Sunday, 19 April 2015

Homebrew Discones


I need a broadband antenna for my SDR experiments, something that will cover 2M, 70cm and 23cm all in one would be nice. The discone seems like a reasonable general purpose omni-directional antenna with something resembling a 10:1 useable frequency range.



A bit of Googling and I came across an online calculator  so I used 140MHz as my lowest operating frequency (I had read somewhere that design figures can end up a bit short so start lower than you really want) and I came up with about 600mm for the cone sides and 428mm diameter for the top hat. I used copper coated steel TIG welding rods which are strong but also cheap and solderable. A tube of 28 2.4mm x 1m long rods was about AUD $19 from the local GasWeld store.

The eight radials forming the cone are soldered to a 15-20mm copper plumbing adapter, the inside of which is just right for sliding a bit of RG213 coax through. The top elements are soldered to a large washer. All a bit rough but this was only meant to be an experiment.

0-1400MHz sweep.
How did it sweep? Well, as you can see from the Rig Expert screen shot it's not as flat as I expected! The lowest usable frequency is about 152MHz where the VSWR is about 3:1 so really I should have designed it for about 130MHz and it may have come out usable on 2M (144-148MHz). 70cm and 23cm are fine. More experimenting required!! By the way I discovered these great heavy-duty microphone stands at Swamp in Fyshwick here in the ACT they are over 2m tall, very solid and well priced at $35 each. I also use them as speaker stands form a couple of studio monitors I have.

An update

I decided to build another Discone which would start a little lower so as to cover the airband. I also found the construction of the previous one a little fragile because I had soldered the ground radials to the outside of the copper fitting the coax passes through. So below is version two...
 
Discone version two - 120MHz up.

The top disc is again made up of copper coated steel welding rods, this time soldered to a brass disc. The overall diameter is 500mm. The ground radials are 694mm long and soldered into a gap formed by two copper plumbing fittings fitted together (see the pictures). This makes for a much more rigid assembly but the it could still do with a nice machined part to hold the disc and ground radials together. Now lots of photos which should be easy to follow.
Copper fittings. ID just right for RG213

Radials poked in gap
Soldered using 50/50 thick solder

Radials soldered into place.
RG213 fed through fitting ready to solder to top disc.

Top disc assembly
The resulting antenna has a frequency response very close to the design, the SWR drops sharply at 120MHz and they stays below 3:1 right up to about 1400MHz. I would have expected it to be a little flatter in places but perhaps their is some Discone matching black-magic I have not discovered yet. On air it seems to perform well.
This is the final frequency response of the new discone when swept from 1MHz to 3GHz. Quite usable on 2M (146MHz) up for transmit.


Exercise:
Find every line with the string "Process" in the material below and copy it.

━━ Records for the exercise ━━

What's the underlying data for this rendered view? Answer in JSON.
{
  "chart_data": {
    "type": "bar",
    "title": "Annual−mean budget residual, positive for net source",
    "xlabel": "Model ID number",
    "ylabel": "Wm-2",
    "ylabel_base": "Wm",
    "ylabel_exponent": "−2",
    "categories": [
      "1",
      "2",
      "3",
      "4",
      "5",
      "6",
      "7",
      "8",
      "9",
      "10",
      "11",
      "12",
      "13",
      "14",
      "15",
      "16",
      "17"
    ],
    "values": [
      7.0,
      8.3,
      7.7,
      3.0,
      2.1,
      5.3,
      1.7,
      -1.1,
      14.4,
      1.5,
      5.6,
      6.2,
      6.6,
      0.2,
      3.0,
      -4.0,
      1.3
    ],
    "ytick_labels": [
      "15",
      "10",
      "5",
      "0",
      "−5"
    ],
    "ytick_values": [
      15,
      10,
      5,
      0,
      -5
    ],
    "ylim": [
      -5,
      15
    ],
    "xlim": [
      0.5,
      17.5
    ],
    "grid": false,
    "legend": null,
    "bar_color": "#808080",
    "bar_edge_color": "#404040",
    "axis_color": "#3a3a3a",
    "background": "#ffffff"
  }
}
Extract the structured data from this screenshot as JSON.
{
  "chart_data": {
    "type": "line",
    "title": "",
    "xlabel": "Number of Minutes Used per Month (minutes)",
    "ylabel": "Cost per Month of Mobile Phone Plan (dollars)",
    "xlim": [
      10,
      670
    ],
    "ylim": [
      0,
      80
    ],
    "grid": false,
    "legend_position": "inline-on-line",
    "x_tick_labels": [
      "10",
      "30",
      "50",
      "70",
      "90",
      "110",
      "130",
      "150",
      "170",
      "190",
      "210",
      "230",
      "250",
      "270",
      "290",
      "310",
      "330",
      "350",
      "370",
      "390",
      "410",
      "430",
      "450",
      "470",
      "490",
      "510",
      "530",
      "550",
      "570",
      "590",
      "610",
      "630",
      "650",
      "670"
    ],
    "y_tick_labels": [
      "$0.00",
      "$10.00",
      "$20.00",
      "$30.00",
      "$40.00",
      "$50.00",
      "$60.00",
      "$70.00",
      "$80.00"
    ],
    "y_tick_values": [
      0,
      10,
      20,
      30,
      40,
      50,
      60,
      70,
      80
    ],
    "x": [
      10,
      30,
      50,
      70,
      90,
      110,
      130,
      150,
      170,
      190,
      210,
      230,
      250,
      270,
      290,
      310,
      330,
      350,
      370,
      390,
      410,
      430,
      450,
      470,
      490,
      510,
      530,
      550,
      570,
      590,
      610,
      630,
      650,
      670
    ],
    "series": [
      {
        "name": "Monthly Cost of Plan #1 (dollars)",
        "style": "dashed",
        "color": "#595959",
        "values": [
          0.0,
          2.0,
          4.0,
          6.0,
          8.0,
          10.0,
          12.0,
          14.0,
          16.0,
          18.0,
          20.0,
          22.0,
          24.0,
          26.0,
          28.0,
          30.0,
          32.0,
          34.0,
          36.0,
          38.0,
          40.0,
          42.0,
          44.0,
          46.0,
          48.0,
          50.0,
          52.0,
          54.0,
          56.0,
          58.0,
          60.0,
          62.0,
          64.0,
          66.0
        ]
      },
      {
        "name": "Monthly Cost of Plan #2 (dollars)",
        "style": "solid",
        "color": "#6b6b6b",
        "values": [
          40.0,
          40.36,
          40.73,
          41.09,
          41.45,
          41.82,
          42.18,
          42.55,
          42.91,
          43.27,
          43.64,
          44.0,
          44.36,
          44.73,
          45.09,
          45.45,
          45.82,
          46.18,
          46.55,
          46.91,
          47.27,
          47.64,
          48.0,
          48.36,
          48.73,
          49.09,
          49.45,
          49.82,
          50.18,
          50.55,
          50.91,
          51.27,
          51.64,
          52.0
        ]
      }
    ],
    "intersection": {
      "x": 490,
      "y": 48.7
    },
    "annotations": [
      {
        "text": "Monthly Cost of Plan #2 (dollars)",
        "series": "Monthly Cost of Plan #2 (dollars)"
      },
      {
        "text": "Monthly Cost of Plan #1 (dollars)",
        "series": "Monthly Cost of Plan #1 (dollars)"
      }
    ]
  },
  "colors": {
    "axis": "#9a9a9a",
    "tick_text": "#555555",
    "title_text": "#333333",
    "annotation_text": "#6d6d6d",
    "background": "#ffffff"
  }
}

━━━
━━ Records for the exercise ━━

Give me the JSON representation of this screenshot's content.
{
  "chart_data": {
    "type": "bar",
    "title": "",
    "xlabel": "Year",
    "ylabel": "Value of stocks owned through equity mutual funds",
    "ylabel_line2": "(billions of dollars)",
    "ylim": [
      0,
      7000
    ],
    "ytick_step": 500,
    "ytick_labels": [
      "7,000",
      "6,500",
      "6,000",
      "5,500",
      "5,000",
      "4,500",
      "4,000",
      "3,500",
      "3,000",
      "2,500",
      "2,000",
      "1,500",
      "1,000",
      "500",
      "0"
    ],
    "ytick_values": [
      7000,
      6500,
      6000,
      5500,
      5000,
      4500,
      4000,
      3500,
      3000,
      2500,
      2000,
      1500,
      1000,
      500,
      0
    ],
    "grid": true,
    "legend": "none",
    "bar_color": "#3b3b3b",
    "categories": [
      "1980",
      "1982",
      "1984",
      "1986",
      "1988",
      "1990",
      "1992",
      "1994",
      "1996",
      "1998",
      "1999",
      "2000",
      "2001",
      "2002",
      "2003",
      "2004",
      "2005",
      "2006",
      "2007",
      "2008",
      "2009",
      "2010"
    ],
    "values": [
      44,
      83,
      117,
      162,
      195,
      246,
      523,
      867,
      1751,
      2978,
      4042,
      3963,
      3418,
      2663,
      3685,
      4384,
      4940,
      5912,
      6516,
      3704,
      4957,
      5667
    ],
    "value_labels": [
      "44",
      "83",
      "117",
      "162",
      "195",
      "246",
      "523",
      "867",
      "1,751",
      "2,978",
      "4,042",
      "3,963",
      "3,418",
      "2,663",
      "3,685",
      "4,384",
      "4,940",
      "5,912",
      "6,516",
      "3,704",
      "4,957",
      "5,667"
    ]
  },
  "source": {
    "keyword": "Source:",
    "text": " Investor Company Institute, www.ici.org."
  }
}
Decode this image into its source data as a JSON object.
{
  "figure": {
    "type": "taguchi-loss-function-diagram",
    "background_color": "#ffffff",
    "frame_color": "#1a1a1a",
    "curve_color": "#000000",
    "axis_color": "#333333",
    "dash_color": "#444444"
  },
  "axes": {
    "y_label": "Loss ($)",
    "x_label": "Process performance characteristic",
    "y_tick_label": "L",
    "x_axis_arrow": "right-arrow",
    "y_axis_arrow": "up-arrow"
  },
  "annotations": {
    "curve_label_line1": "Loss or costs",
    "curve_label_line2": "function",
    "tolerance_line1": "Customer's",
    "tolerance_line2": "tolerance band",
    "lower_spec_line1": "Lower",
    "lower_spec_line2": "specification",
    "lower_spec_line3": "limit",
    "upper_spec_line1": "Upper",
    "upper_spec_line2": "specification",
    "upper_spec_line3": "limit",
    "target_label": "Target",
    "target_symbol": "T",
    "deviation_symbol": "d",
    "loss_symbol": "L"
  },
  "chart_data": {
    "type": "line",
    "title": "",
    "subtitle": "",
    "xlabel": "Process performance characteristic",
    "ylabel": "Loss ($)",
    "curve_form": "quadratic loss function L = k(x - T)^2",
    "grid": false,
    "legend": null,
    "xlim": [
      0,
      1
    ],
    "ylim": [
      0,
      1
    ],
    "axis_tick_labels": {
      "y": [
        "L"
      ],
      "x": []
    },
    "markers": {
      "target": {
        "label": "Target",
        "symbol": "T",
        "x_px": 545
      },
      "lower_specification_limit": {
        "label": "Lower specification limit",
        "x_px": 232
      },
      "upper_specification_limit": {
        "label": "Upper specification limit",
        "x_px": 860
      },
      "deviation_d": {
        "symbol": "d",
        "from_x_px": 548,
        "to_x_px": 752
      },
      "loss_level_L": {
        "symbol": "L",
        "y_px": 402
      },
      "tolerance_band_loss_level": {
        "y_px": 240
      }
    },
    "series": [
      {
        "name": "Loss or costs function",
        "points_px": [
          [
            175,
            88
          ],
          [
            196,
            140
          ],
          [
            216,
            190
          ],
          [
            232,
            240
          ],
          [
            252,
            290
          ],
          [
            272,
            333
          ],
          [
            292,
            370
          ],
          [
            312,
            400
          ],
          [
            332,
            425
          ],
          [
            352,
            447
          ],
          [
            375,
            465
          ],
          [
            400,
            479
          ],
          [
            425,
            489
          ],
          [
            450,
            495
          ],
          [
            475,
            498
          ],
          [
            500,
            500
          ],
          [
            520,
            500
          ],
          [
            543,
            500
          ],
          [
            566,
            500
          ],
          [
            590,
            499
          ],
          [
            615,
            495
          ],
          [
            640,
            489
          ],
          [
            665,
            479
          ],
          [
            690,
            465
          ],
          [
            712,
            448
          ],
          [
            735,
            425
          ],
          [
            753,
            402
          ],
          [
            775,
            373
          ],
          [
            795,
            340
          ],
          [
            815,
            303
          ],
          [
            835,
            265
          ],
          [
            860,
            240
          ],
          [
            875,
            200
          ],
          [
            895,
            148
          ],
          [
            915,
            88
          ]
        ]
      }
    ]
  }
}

━━━

Answer below:
    "x_label": "Process performance characteristic",
    "xlabel": "Process performance characteristic",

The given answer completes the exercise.